• **Task objective**: Below is a listing; print exactly its lines from the one containing "is (1297, 614)." down to the one containing "Describe the element", both inclusive, with every picture left out.

• **The records**:
_____
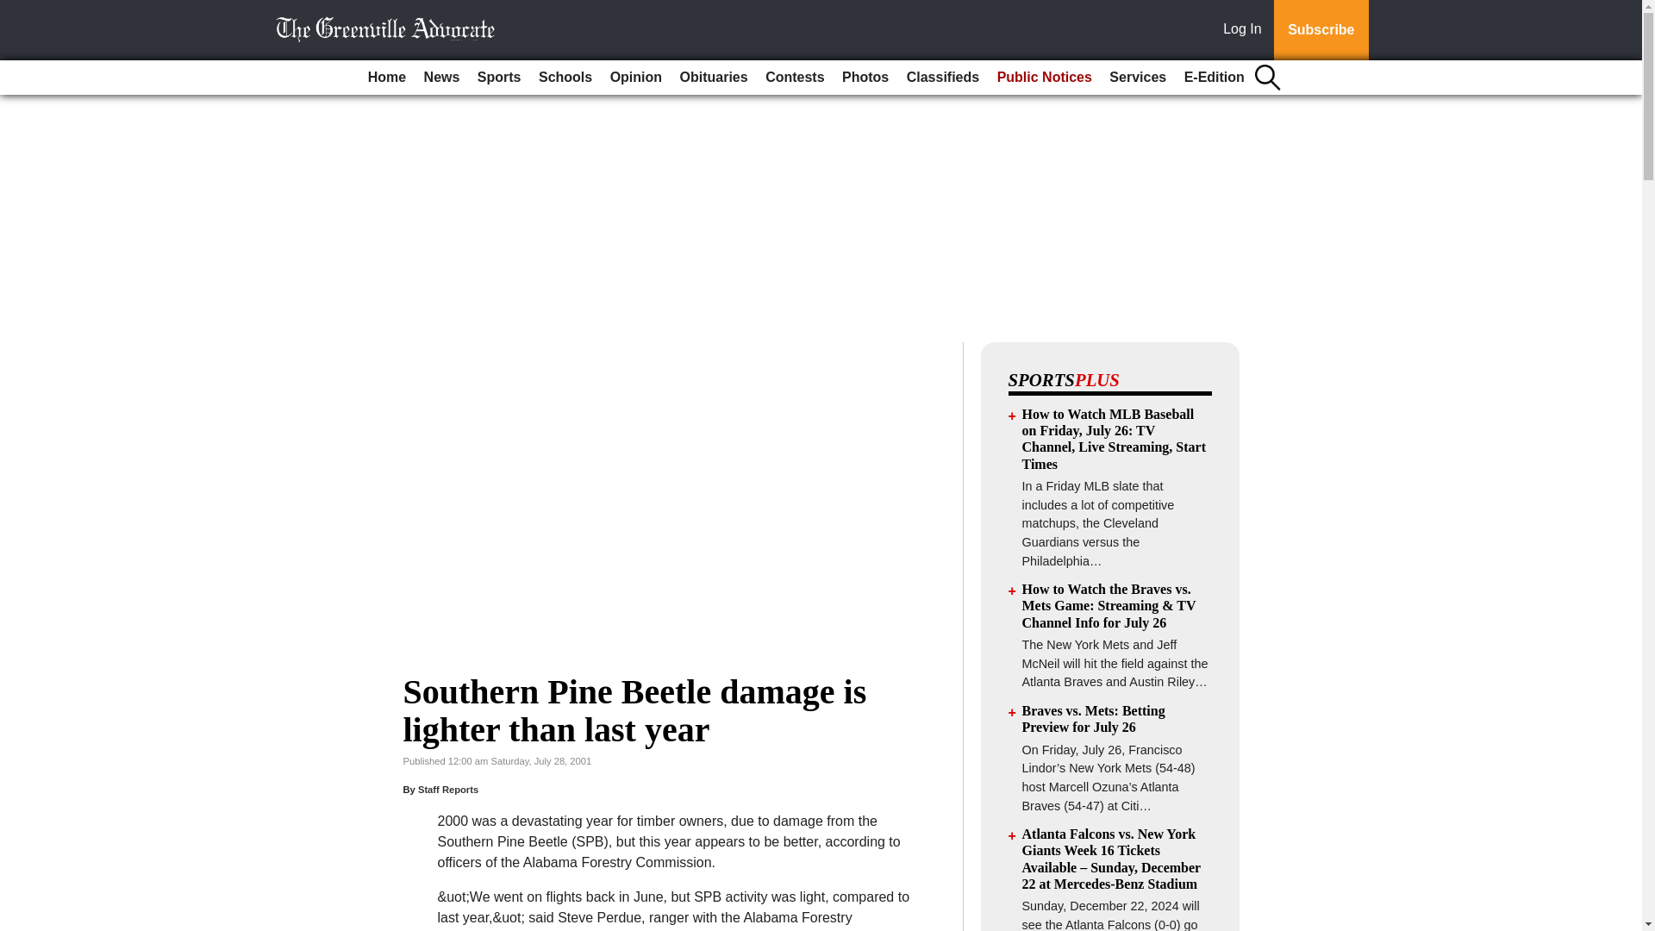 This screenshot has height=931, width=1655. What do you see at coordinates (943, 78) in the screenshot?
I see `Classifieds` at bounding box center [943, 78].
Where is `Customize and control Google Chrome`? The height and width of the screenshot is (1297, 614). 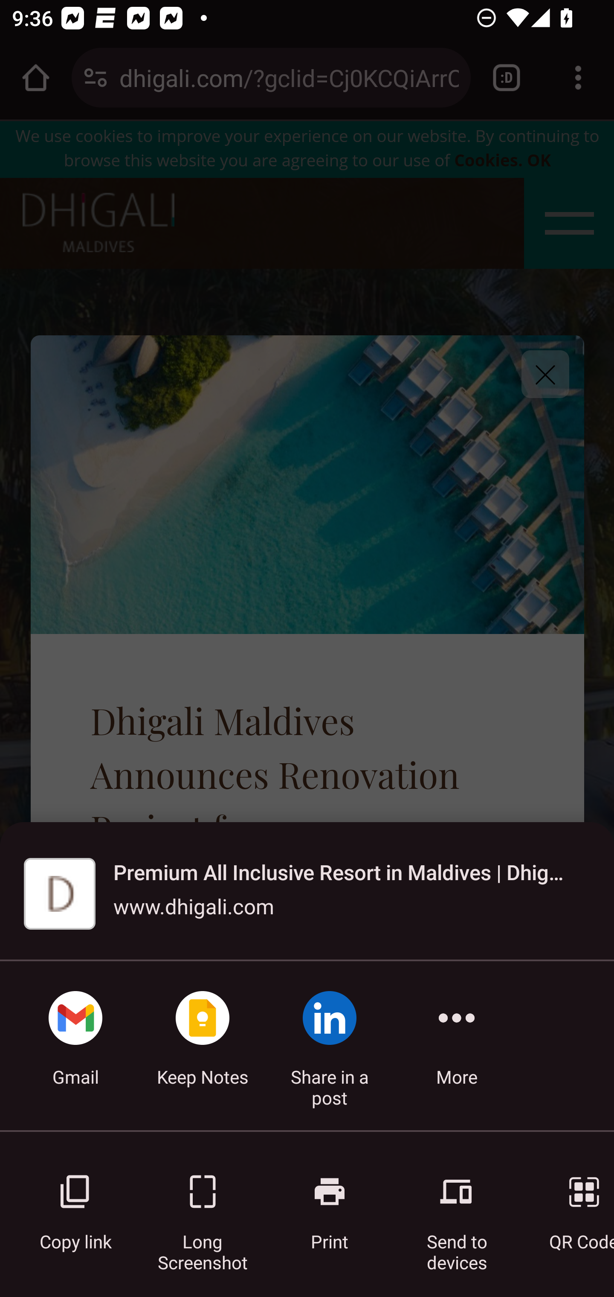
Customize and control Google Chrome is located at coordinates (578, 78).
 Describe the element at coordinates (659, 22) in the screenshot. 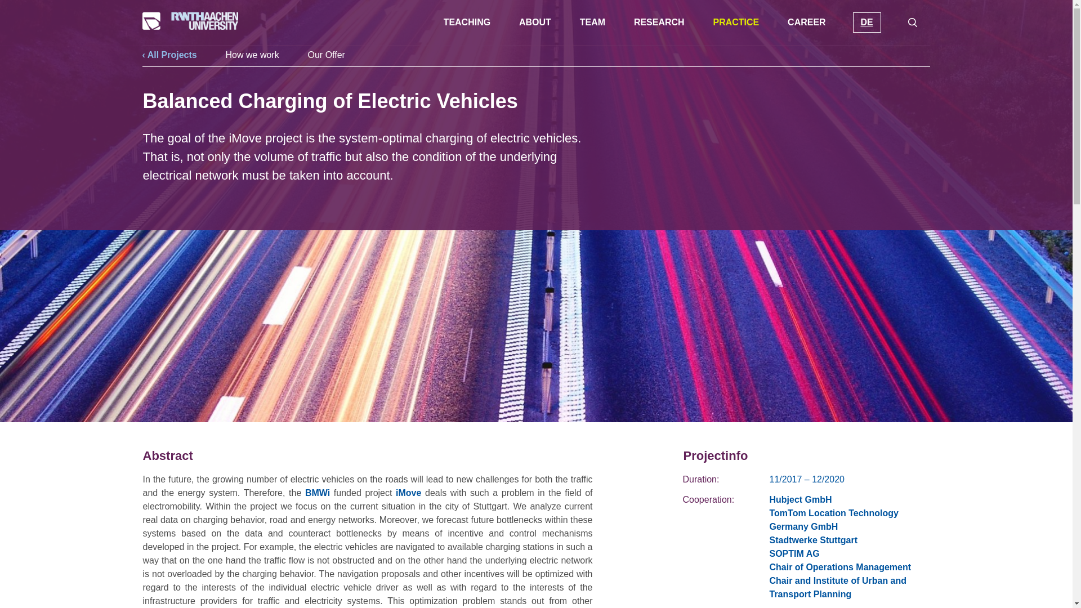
_____
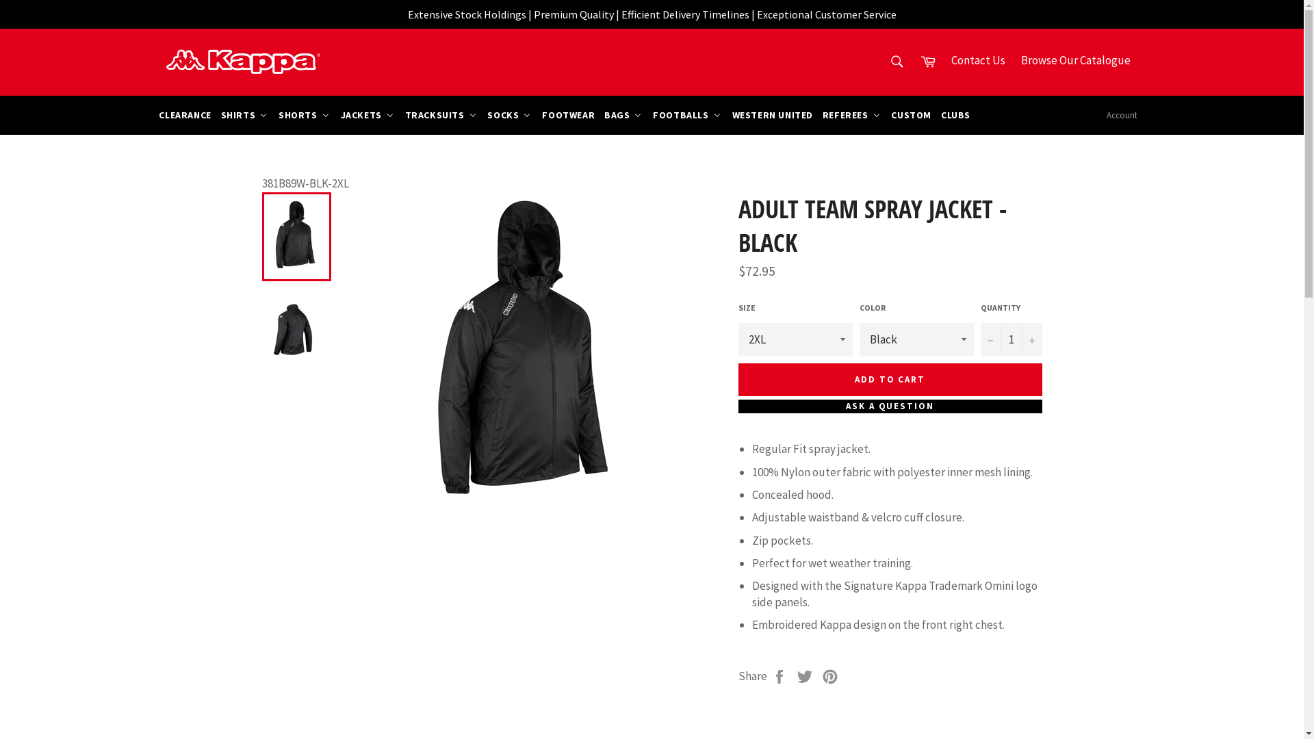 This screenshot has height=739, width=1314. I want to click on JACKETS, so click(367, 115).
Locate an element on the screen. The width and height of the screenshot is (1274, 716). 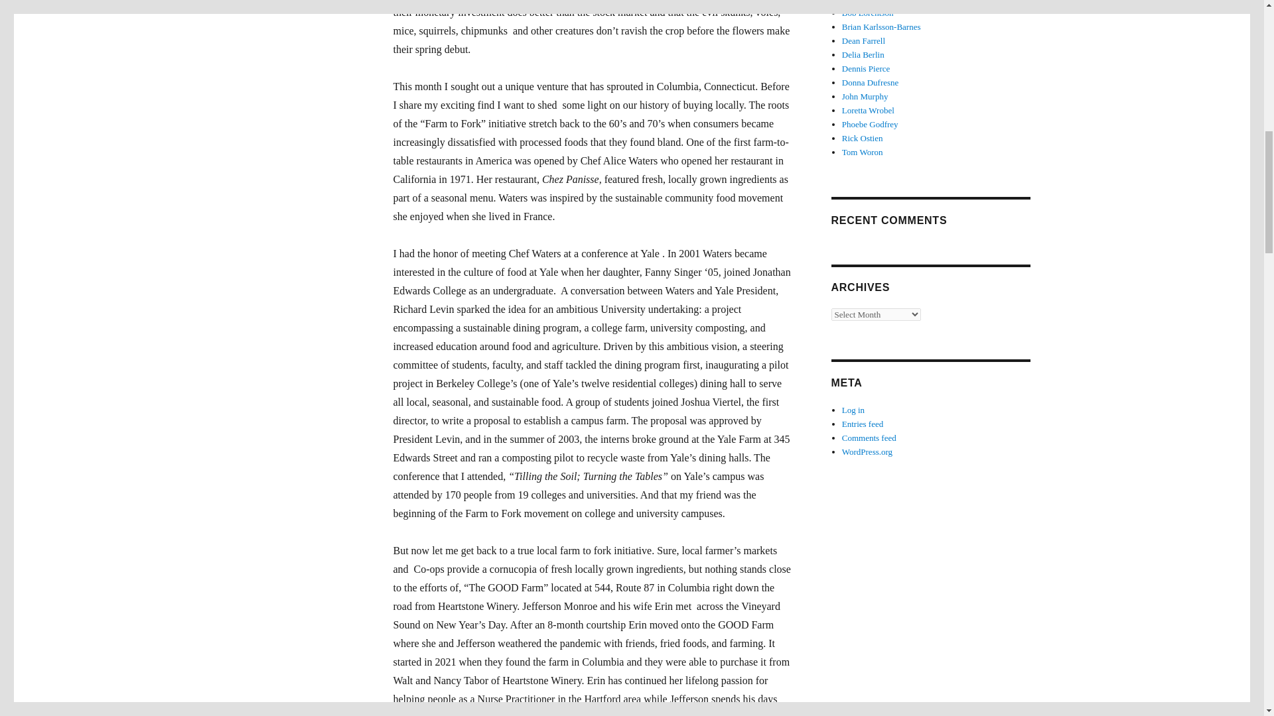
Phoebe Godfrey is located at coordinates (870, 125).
_____
• **Completed task**:
Where is `Customize and control Google Chrome`? The height and width of the screenshot is (1297, 614). 
Customize and control Google Chrome is located at coordinates (578, 78).
 Describe the element at coordinates (659, 22) in the screenshot. 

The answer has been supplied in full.